# PROBLEM DESCRIPTION
Below are some records; return each one exactly as written.

Saved entries:
──────────

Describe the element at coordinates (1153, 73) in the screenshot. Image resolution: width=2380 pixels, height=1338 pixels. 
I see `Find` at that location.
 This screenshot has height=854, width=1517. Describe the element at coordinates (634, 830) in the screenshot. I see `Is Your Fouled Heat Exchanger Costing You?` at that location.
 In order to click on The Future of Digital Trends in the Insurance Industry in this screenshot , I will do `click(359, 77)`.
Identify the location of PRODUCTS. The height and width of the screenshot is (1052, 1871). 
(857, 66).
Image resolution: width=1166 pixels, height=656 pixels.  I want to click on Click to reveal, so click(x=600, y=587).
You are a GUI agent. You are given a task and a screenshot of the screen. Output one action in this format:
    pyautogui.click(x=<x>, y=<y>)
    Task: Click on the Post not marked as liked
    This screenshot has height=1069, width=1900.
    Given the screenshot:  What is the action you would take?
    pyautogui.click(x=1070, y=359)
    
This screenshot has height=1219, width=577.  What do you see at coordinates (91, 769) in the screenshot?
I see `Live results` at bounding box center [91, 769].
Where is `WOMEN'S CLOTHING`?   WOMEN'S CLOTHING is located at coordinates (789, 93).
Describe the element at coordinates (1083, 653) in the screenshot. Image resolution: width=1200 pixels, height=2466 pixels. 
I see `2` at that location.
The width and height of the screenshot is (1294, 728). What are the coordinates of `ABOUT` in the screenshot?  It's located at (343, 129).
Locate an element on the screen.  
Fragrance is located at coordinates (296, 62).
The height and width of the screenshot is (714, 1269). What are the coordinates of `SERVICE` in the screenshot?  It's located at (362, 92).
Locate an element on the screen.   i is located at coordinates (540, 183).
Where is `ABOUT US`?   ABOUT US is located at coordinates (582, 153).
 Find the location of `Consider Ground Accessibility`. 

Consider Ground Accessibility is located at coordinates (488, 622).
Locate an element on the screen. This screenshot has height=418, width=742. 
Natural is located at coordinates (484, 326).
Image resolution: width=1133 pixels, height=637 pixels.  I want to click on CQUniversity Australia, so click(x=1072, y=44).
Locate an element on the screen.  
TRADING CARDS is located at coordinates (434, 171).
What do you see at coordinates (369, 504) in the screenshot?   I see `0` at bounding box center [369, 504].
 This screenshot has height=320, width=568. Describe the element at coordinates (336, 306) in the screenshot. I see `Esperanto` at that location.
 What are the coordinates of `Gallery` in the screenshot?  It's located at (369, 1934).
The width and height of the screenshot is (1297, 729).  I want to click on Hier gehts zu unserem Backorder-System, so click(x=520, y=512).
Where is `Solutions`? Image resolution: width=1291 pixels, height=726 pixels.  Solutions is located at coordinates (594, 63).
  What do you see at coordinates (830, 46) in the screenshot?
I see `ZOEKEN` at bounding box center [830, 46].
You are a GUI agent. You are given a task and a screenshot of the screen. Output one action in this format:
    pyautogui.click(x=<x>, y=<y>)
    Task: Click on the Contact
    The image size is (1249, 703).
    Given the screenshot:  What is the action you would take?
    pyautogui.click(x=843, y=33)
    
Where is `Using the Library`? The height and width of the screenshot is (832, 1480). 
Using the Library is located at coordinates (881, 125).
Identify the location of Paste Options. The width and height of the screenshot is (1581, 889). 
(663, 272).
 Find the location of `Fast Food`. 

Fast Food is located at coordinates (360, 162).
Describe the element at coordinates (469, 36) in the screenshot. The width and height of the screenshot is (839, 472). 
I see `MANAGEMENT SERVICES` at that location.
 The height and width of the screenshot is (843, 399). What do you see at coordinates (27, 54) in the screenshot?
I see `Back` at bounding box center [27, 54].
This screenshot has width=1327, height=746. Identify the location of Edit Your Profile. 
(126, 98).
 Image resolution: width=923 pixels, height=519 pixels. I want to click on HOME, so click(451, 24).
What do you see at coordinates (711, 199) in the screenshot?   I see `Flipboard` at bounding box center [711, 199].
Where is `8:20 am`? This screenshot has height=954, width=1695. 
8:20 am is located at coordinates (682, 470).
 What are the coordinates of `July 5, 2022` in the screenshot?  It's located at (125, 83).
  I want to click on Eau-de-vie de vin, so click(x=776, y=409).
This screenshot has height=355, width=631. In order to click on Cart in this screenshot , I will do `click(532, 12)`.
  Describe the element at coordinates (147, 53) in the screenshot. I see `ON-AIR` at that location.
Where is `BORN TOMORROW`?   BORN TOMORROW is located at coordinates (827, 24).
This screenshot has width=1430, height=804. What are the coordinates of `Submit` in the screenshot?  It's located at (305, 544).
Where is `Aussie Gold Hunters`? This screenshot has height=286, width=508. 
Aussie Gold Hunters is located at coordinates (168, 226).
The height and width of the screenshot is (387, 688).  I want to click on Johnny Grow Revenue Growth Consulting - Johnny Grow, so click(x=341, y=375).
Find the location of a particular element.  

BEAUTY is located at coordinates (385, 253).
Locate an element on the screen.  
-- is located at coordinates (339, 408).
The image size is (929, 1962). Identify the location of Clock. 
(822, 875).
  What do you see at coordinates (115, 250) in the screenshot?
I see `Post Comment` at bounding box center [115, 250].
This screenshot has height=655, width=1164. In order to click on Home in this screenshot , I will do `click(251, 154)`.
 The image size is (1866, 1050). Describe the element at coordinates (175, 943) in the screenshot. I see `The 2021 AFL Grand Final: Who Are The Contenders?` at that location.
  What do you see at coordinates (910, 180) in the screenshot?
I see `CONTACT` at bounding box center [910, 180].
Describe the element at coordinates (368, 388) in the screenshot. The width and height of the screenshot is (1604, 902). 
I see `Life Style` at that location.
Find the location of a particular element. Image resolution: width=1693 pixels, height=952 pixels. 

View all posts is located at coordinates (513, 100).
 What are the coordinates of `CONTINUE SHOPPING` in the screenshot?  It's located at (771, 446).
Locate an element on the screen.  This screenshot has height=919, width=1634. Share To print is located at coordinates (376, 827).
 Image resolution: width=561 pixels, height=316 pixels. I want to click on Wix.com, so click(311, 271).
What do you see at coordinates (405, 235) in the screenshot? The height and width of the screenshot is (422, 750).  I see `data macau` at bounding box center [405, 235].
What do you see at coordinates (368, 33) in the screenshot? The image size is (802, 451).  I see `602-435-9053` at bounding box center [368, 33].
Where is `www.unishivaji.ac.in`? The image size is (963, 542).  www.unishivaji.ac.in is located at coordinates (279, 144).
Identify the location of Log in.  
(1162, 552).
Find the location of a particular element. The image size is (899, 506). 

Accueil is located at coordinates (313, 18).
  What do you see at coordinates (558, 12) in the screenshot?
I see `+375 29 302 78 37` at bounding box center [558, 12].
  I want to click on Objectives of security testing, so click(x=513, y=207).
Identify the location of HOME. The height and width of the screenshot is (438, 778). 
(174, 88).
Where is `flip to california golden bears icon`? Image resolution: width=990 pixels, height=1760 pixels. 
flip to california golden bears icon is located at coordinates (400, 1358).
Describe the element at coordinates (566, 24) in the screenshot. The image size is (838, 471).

──────────

# EXPECTED ANSWER
Describe the element at coordinates (1153, 73) in the screenshot. Image resolution: width=2380 pixels, height=1338 pixels. 
I see `Find` at that location.
 This screenshot has height=854, width=1517. Describe the element at coordinates (634, 830) in the screenshot. I see `Is Your Fouled Heat Exchanger Costing You?` at that location.
 In order to click on The Future of Digital Trends in the Insurance Industry in this screenshot , I will do `click(359, 77)`.
Identify the location of PRODUCTS. The height and width of the screenshot is (1052, 1871). 
(857, 66).
Image resolution: width=1166 pixels, height=656 pixels.  I want to click on Click to reveal, so click(x=600, y=587).
You are a GUI agent. You are given a task and a screenshot of the screen. Output one action in this format:
    pyautogui.click(x=<x>, y=<y>)
    Task: Click on the Post not marked as liked
    This screenshot has height=1069, width=1900.
    Given the screenshot:  What is the action you would take?
    pyautogui.click(x=1070, y=359)
    
This screenshot has height=1219, width=577.  What do you see at coordinates (91, 769) in the screenshot?
I see `Live results` at bounding box center [91, 769].
Where is `WOMEN'S CLOTHING`?   WOMEN'S CLOTHING is located at coordinates (789, 93).
Describe the element at coordinates (1083, 653) in the screenshot. Image resolution: width=1200 pixels, height=2466 pixels. 
I see `2` at that location.
The width and height of the screenshot is (1294, 728). What are the coordinates of `ABOUT` in the screenshot?  It's located at (343, 129).
Locate an element on the screen.  
Fragrance is located at coordinates (296, 62).
The height and width of the screenshot is (714, 1269). What are the coordinates of `SERVICE` in the screenshot?  It's located at (362, 92).
Locate an element on the screen.   i is located at coordinates (540, 183).
Where is `ABOUT US`?   ABOUT US is located at coordinates (582, 153).
 Find the location of `Consider Ground Accessibility`. 

Consider Ground Accessibility is located at coordinates (488, 622).
Locate an element on the screen. This screenshot has height=418, width=742. 
Natural is located at coordinates (484, 326).
Image resolution: width=1133 pixels, height=637 pixels.  I want to click on CQUniversity Australia, so click(x=1072, y=44).
Locate an element on the screen.  
TRADING CARDS is located at coordinates (434, 171).
What do you see at coordinates (369, 504) in the screenshot?   I see `0` at bounding box center [369, 504].
 This screenshot has height=320, width=568. Describe the element at coordinates (336, 306) in the screenshot. I see `Esperanto` at that location.
 What are the coordinates of `Gallery` in the screenshot?  It's located at (369, 1934).
The width and height of the screenshot is (1297, 729).  I want to click on Hier gehts zu unserem Backorder-System, so click(x=520, y=512).
Where is `Solutions`? Image resolution: width=1291 pixels, height=726 pixels.  Solutions is located at coordinates (594, 63).
  What do you see at coordinates (830, 46) in the screenshot?
I see `ZOEKEN` at bounding box center [830, 46].
You are a GUI agent. You are given a task and a screenshot of the screen. Output one action in this format:
    pyautogui.click(x=<x>, y=<y>)
    Task: Click on the Contact
    The image size is (1249, 703).
    Given the screenshot:  What is the action you would take?
    pyautogui.click(x=843, y=33)
    
Where is `Using the Library`? The height and width of the screenshot is (832, 1480). 
Using the Library is located at coordinates (881, 125).
Identify the location of Paste Options. The width and height of the screenshot is (1581, 889). 
(663, 272).
 Find the location of `Fast Food`. 

Fast Food is located at coordinates (360, 162).
Describe the element at coordinates (469, 36) in the screenshot. The width and height of the screenshot is (839, 472). 
I see `MANAGEMENT SERVICES` at that location.
 The height and width of the screenshot is (843, 399). What do you see at coordinates (27, 54) in the screenshot?
I see `Back` at bounding box center [27, 54].
This screenshot has width=1327, height=746. Identify the location of Edit Your Profile. 
(126, 98).
 Image resolution: width=923 pixels, height=519 pixels. I want to click on HOME, so click(451, 24).
What do you see at coordinates (711, 199) in the screenshot?   I see `Flipboard` at bounding box center [711, 199].
Where is `8:20 am`? This screenshot has height=954, width=1695. 
8:20 am is located at coordinates (682, 470).
 What are the coordinates of `July 5, 2022` in the screenshot?  It's located at (125, 83).
  I want to click on Eau-de-vie de vin, so click(x=776, y=409).
This screenshot has height=355, width=631. In order to click on Cart in this screenshot , I will do `click(532, 12)`.
  Describe the element at coordinates (147, 53) in the screenshot. I see `ON-AIR` at that location.
Where is `BORN TOMORROW`?   BORN TOMORROW is located at coordinates (827, 24).
This screenshot has width=1430, height=804. What are the coordinates of `Submit` in the screenshot?  It's located at (305, 544).
Where is `Aussie Gold Hunters`? This screenshot has height=286, width=508. 
Aussie Gold Hunters is located at coordinates (168, 226).
The height and width of the screenshot is (387, 688).  I want to click on Johnny Grow Revenue Growth Consulting - Johnny Grow, so click(x=341, y=375).
Find the location of a particular element.  

BEAUTY is located at coordinates (385, 253).
Locate an element on the screen.  
-- is located at coordinates (339, 408).
The image size is (929, 1962). Identify the location of Clock. 
(822, 875).
  What do you see at coordinates (115, 250) in the screenshot?
I see `Post Comment` at bounding box center [115, 250].
This screenshot has height=655, width=1164. In order to click on Home in this screenshot , I will do `click(251, 154)`.
 The image size is (1866, 1050). Describe the element at coordinates (175, 943) in the screenshot. I see `The 2021 AFL Grand Final: Who Are The Contenders?` at that location.
  What do you see at coordinates (910, 180) in the screenshot?
I see `CONTACT` at bounding box center [910, 180].
Describe the element at coordinates (368, 388) in the screenshot. The width and height of the screenshot is (1604, 902). 
I see `Life Style` at that location.
Find the location of a particular element. Image resolution: width=1693 pixels, height=952 pixels. 

View all posts is located at coordinates (513, 100).
 What are the coordinates of `CONTINUE SHOPPING` in the screenshot?  It's located at (771, 446).
Locate an element on the screen.  This screenshot has height=919, width=1634. Share To print is located at coordinates (376, 827).
 Image resolution: width=561 pixels, height=316 pixels. I want to click on Wix.com, so click(311, 271).
What do you see at coordinates (405, 235) in the screenshot? The height and width of the screenshot is (422, 750).  I see `data macau` at bounding box center [405, 235].
What do you see at coordinates (368, 33) in the screenshot? The image size is (802, 451).  I see `602-435-9053` at bounding box center [368, 33].
Where is `www.unishivaji.ac.in`? The image size is (963, 542).  www.unishivaji.ac.in is located at coordinates (279, 144).
Identify the location of Log in.  
(1162, 552).
Find the location of a particular element. The image size is (899, 506). 

Accueil is located at coordinates (313, 18).
  What do you see at coordinates (558, 12) in the screenshot?
I see `+375 29 302 78 37` at bounding box center [558, 12].
  I want to click on Objectives of security testing, so click(x=513, y=207).
Identify the location of HOME. The height and width of the screenshot is (438, 778). 
(174, 88).
Where is `flip to california golden bears icon`? Image resolution: width=990 pixels, height=1760 pixels. 
flip to california golden bears icon is located at coordinates (400, 1358).
Describe the element at coordinates (566, 24) in the screenshot. The image size is (838, 471).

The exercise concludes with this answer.